** Task description **
In your copy, leave out the pictures and repeat every record exactly.

───── Record set ─────

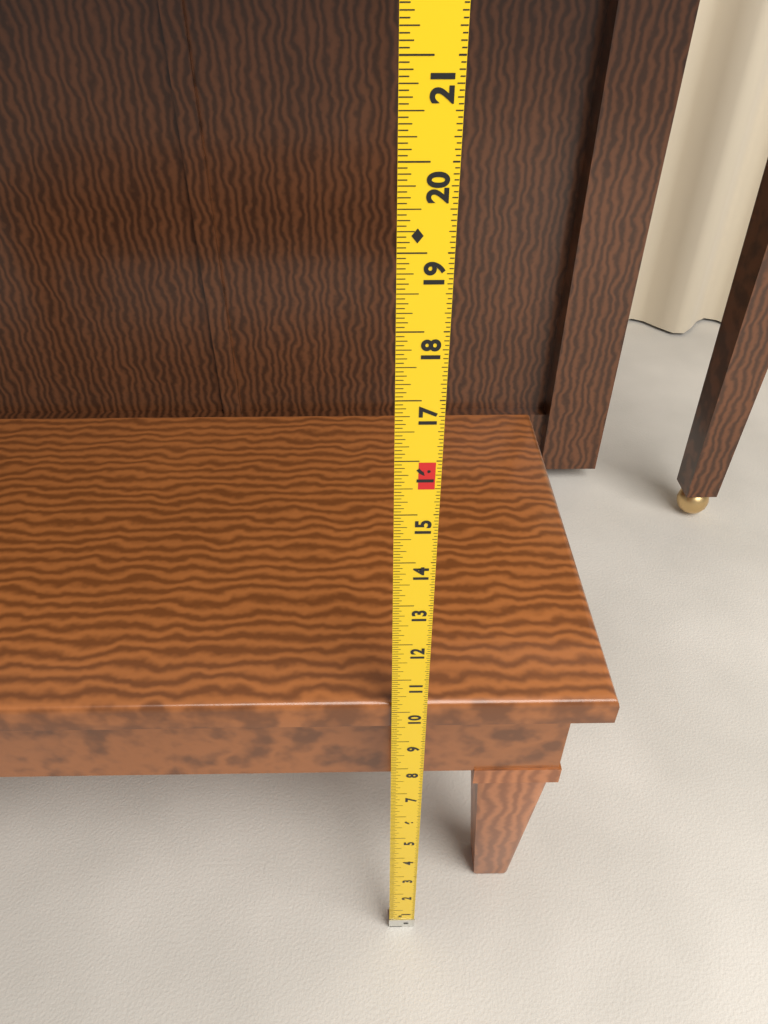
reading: 10.1875 in
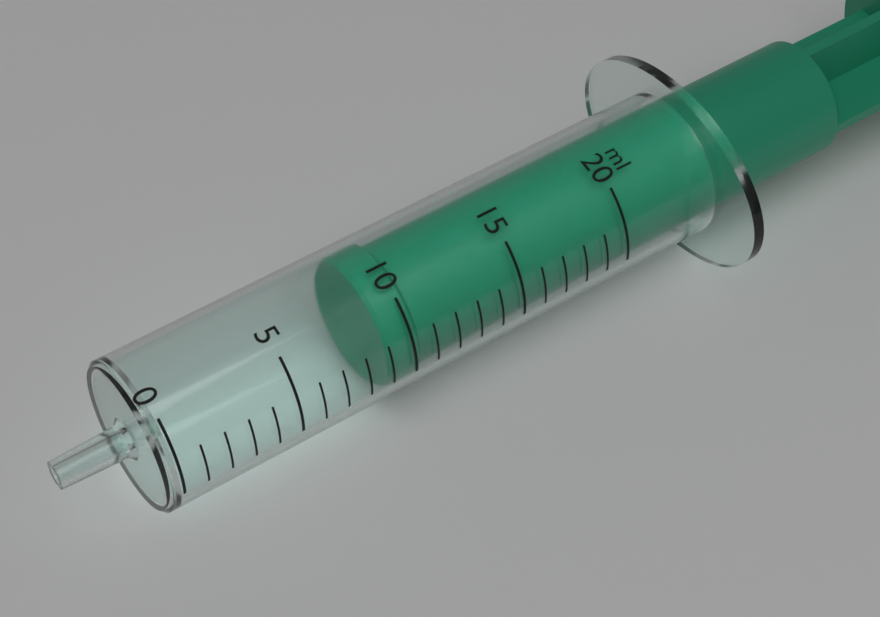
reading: 9 ml
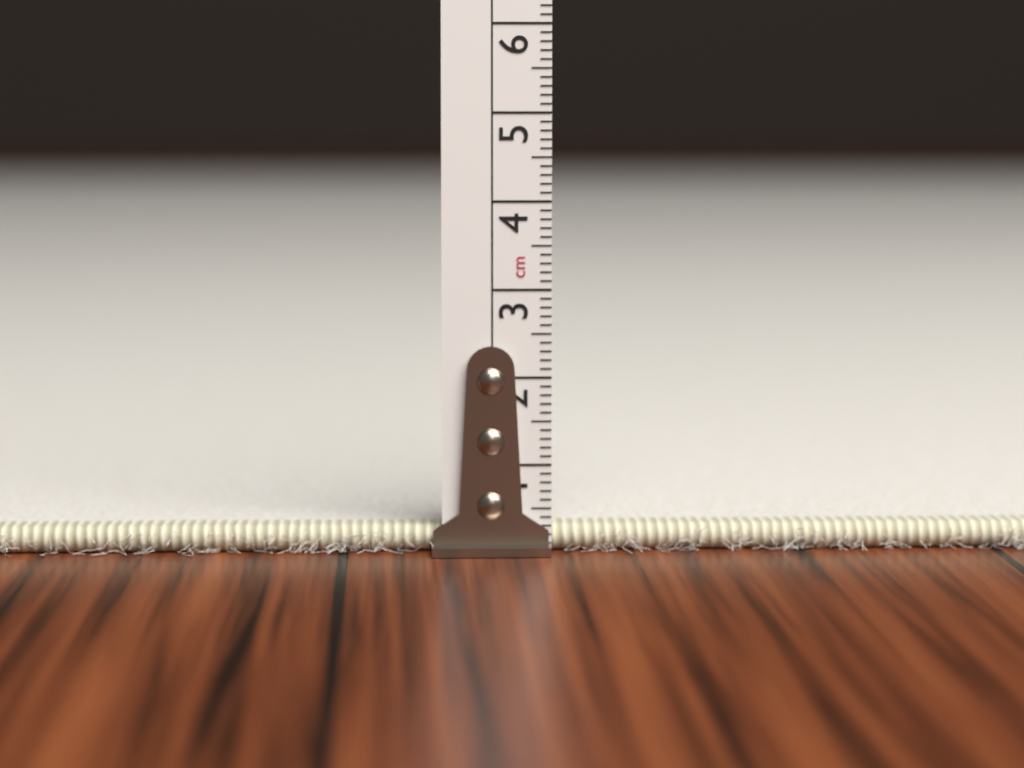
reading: 0.3 cm
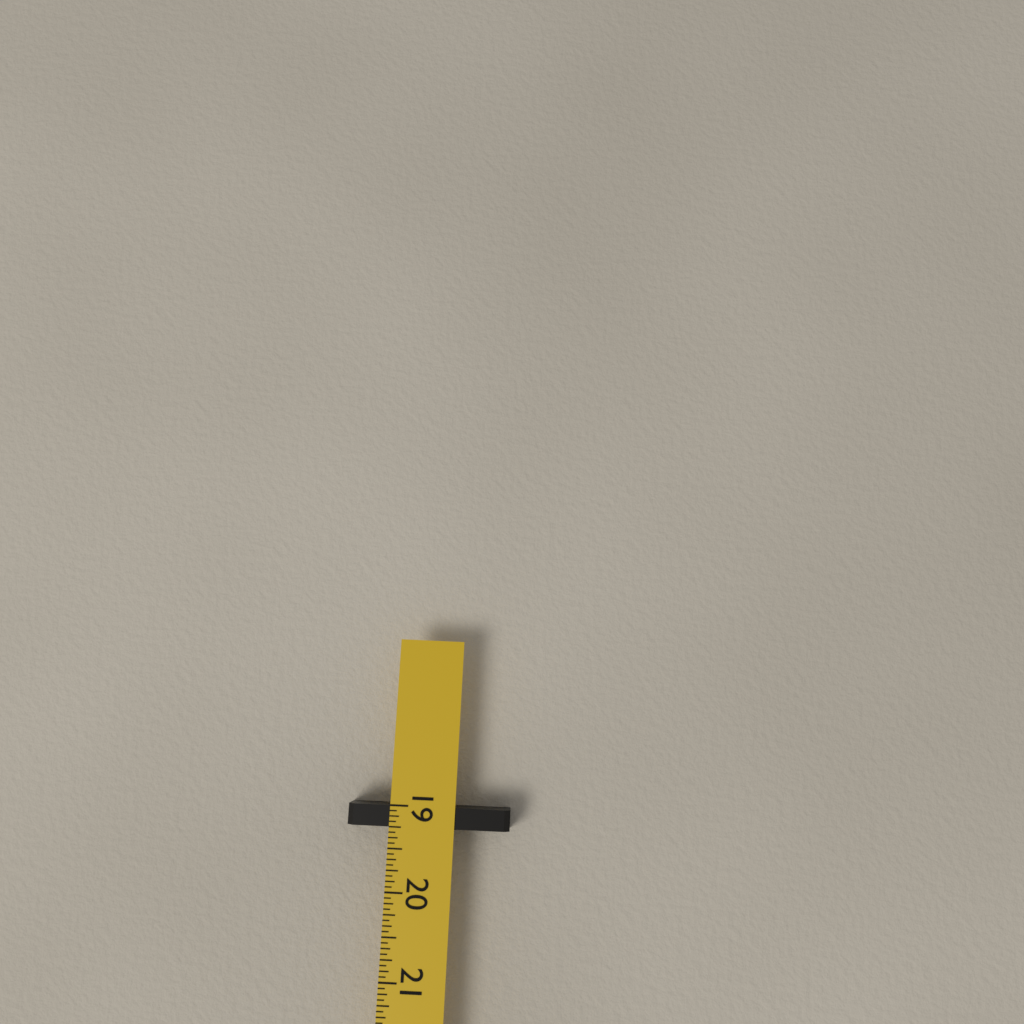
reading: 19.2500 in
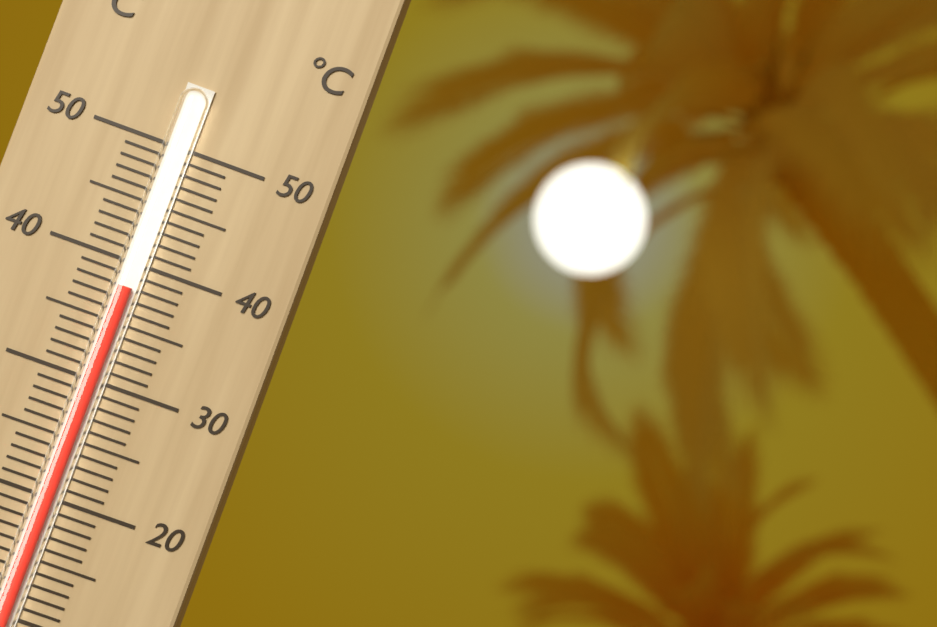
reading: 38 °C
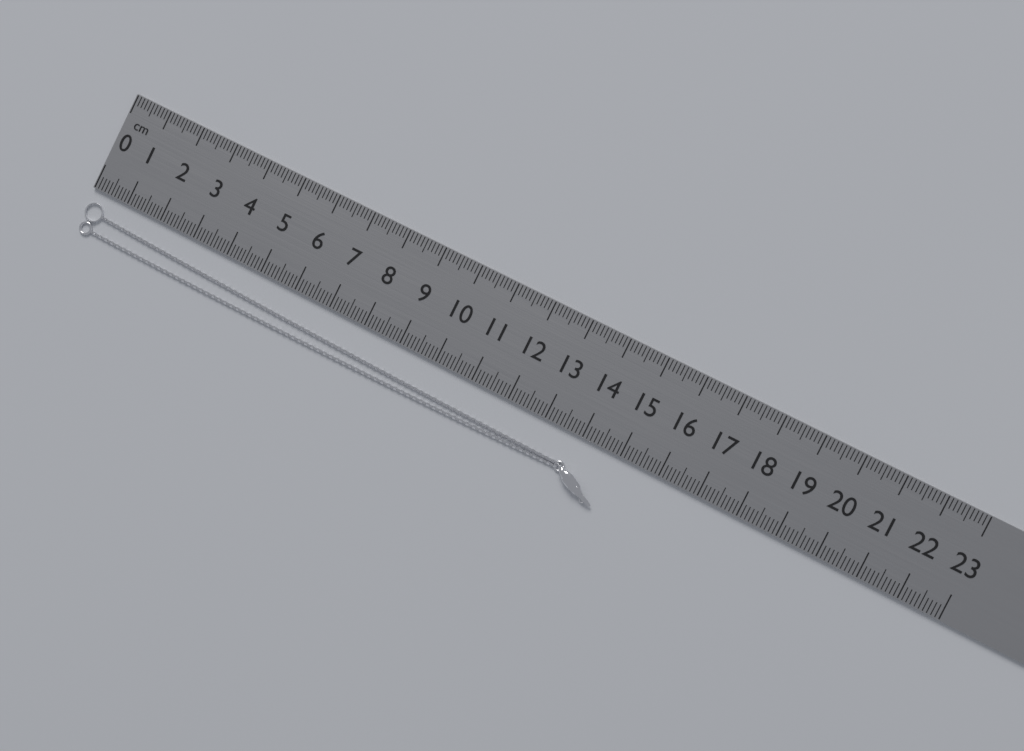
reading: 14.9 cm
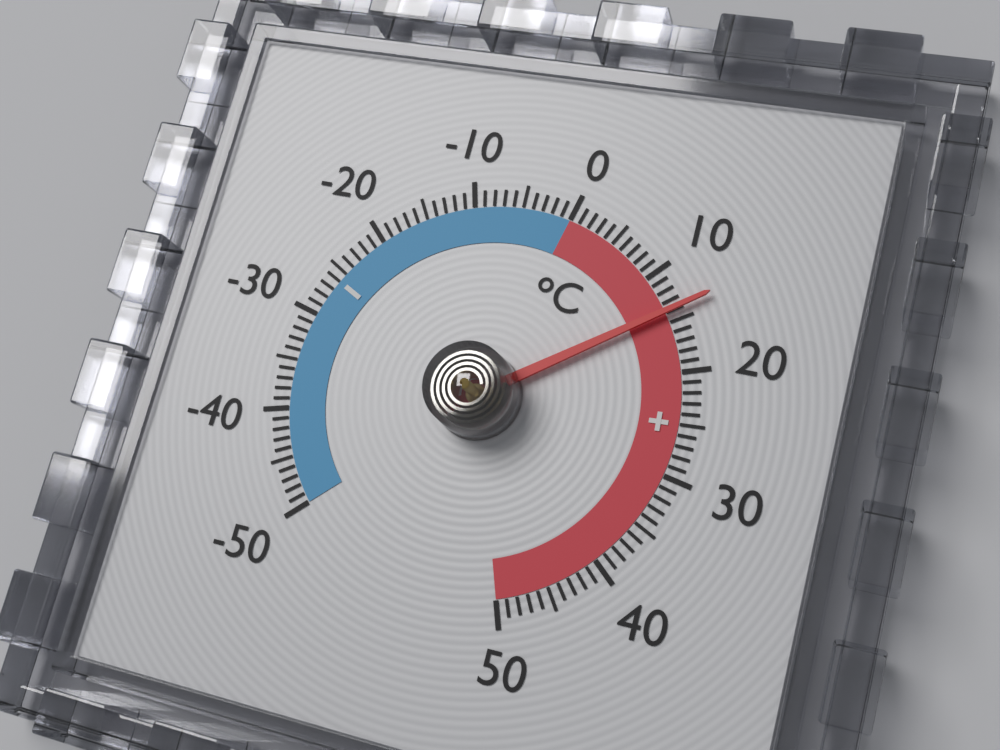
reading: 14 °C
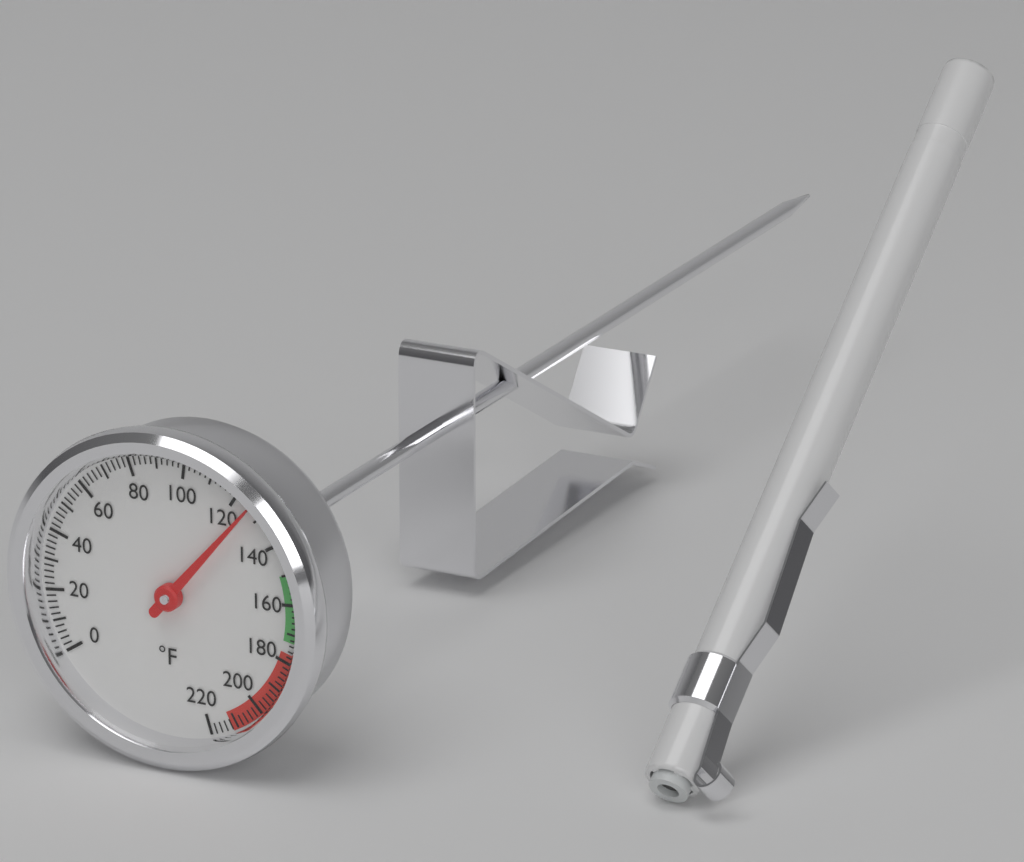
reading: 126 °F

─────

** Exercise result **
reading: 10.1875 in
reading: 9 ml
reading: 0.3 cm
reading: 19.2500 in
reading: 38 °C
reading: 14.9 cm
reading: 14 °C
reading: 126 °F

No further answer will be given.